I'd like every record written out again, exactly as it is.
*** Opening of Exercise data ***
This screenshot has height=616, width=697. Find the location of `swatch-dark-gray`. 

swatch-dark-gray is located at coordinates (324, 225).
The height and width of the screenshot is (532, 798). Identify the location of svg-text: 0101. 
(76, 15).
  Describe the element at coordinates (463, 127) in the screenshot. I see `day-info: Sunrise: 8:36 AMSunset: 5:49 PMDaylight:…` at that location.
*** Close of Exercise data ***
• _Answer to the exercise_
This screenshot has height=616, width=697. Find the location of `swatch-dark-gray`. 

swatch-dark-gray is located at coordinates (324, 225).
The height and width of the screenshot is (532, 798). Identify the location of svg-text: 0101. 
(76, 15).
  Describe the element at coordinates (463, 127) in the screenshot. I see `day-info: Sunrise: 8:36 AMSunset: 5:49 PMDaylight:…` at that location.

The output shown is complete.